I spent the past week teaching cage-busting leadership at Rice’s Jones School of Business and then policy at UPenn’s Graduate School of Education. I think I clocked something like 30 or 35 instructional hours over seven or eight days. It wore me out. Being around so many talented midcareer educational leaders was also exhilarating (at least when I wasn’t leaving students bored or confused). All the fevered discussions prompted some reflections. For what it’s worth, here are a half-dozen I thought I’d share.
We tend to have remarkably inchoate notions of what policy is and what it can do. Whenever I teach policy, I’m always struck by how many smart professionals have never really had occasion to reflect on the nature of policy and the role that it can or should play in schooling. Neither training nor mentoring dwells on the import of policy being inherently coercive, its necessary emphasis on uniformity, or the consequence of using policy as a way to express aspirations.
Policy and trust are the flip sides of a coin. When schools have mission alignment and a community of parents and faculty who’ve bought in, policy isn’t as important—culture can drive the train. You only need to resort to policy when you don’t trust that faculty, students, or families will behave as you’d like. In fractious schools or systems, policy becomes a mechanism for attempting to bring some coherence amidst the divides. This is why policy tends to displace talk of practice as decisions migrate from local communities to state capitals.
Beware of placeholder words. Education improvement strategies feature a raft of vague words that serve mostly as placeholders. There are endless paeans to “consensus,” “collegiality,” “best practices,” “differentiation,” “professional learning community,” “shared planning time” . . . The problem is that it’s never clear precisely what these mean in context, exactly how you’ll do them, or how to know if you’re doing them well. Given all that ambiguity, it’s hard to be confident they’ll deliver. Push for more. How many minutes of meeting time will be offered for shared planning time? How precisely is the time to be used? What makes us think this is enough time to make a difference? Clarity is a powerful way to expose confusion and ensure careful execution.
There’s no such thing as an “implementation problem.” There are just “problems.” What a policy advocate dismisses as an unfortunate but unforeseeable hitch can feel very different to the parent or teacher frustrated by annoying tests or incomprehensible evaluation systems. Calling something an “implementation problem” is how policymakers let themselves off the hook. What they’re saying is that they didn’t have a clear enough sense of what would happen when their policy impacted real people, and that things turned out much worse than promised. Again, that’s just a problem—skip the wordplay and do a better job of anticipating the problems and treating them seriously.
I can never decide whether teaching or writing is more difficult. The nice thing about writing is that, if one has the time and the patience, it’s possible to work through a thought precisely and make sure it’s explained just right. What you don’t get, though, is the chance to see how people respond to the idea or where you lose them. When you’re teaching, you get all those subtle cues and can always clarify or elaborate, but I always find that I’ve explained the point less clearly and succinctly than I wish I had.
Everyone in Washington should get out and teach practitioners more. Every time I return from teaching, it reminds me how many practical considerations we Washingtonians tend to wish away and how easy it is to get swept up in the bubble of DC. Twitter brouhahas and angry blogs about the Democratic platform have a place, I suppose, but it’s easy to lose perspective when one is too far removed from the people doing the work.
I spent my whole youth praying for summer to arrive so I could get away from school. Now, one of the highlights of my summer is the chance to be back in class, if only for a little while. Life’s a funny thing, isn’t it?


Search the listing below for "pixels". Copy each matching line.

INFORMATION SHOWN
|---|

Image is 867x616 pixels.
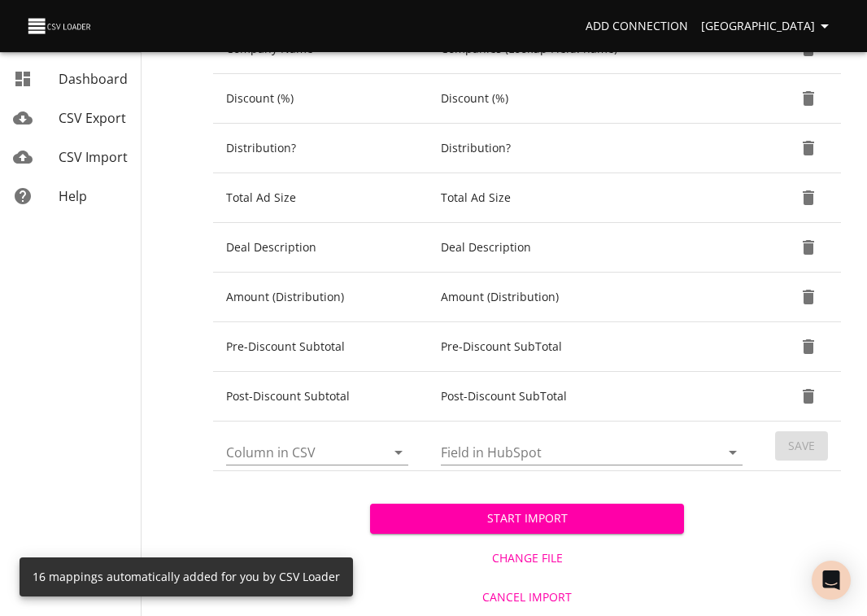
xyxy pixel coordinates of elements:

|---|

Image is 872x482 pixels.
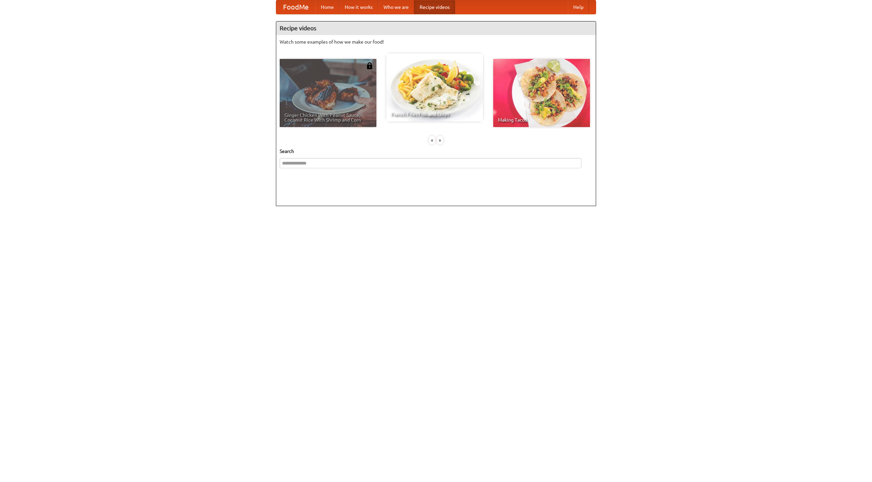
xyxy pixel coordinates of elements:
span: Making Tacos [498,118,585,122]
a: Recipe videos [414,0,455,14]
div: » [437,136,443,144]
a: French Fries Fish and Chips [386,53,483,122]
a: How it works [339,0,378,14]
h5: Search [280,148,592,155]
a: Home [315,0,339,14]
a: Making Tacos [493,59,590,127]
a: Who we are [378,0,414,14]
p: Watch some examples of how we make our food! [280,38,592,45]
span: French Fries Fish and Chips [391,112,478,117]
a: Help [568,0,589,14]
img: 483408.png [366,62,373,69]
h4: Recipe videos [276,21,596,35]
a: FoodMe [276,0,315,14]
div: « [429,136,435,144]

|---|

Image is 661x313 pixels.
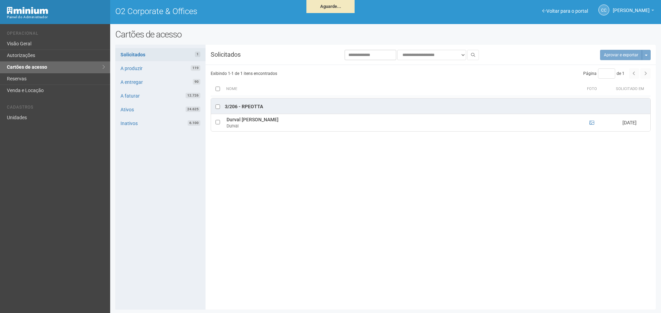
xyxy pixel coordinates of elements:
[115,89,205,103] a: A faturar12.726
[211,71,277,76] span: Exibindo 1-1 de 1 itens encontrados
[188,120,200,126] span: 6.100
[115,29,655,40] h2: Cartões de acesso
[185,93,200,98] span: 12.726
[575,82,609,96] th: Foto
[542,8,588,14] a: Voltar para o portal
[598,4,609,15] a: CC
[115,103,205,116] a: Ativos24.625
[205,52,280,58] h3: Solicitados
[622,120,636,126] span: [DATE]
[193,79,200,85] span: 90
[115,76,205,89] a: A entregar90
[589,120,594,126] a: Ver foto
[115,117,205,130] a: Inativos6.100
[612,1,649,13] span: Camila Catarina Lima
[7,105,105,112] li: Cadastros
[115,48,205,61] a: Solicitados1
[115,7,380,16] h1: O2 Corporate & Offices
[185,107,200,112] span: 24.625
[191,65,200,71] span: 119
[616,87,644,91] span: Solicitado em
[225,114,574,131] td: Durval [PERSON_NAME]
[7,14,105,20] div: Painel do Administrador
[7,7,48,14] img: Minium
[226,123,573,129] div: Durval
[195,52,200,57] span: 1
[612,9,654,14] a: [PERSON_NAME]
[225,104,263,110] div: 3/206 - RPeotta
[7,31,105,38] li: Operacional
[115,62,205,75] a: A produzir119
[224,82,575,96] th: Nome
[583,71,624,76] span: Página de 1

|---|

OUTPUT OF THE TASK
Image is 867x616 pixels.
Image is 872x482 pixels.
Image is 661x313 pixels.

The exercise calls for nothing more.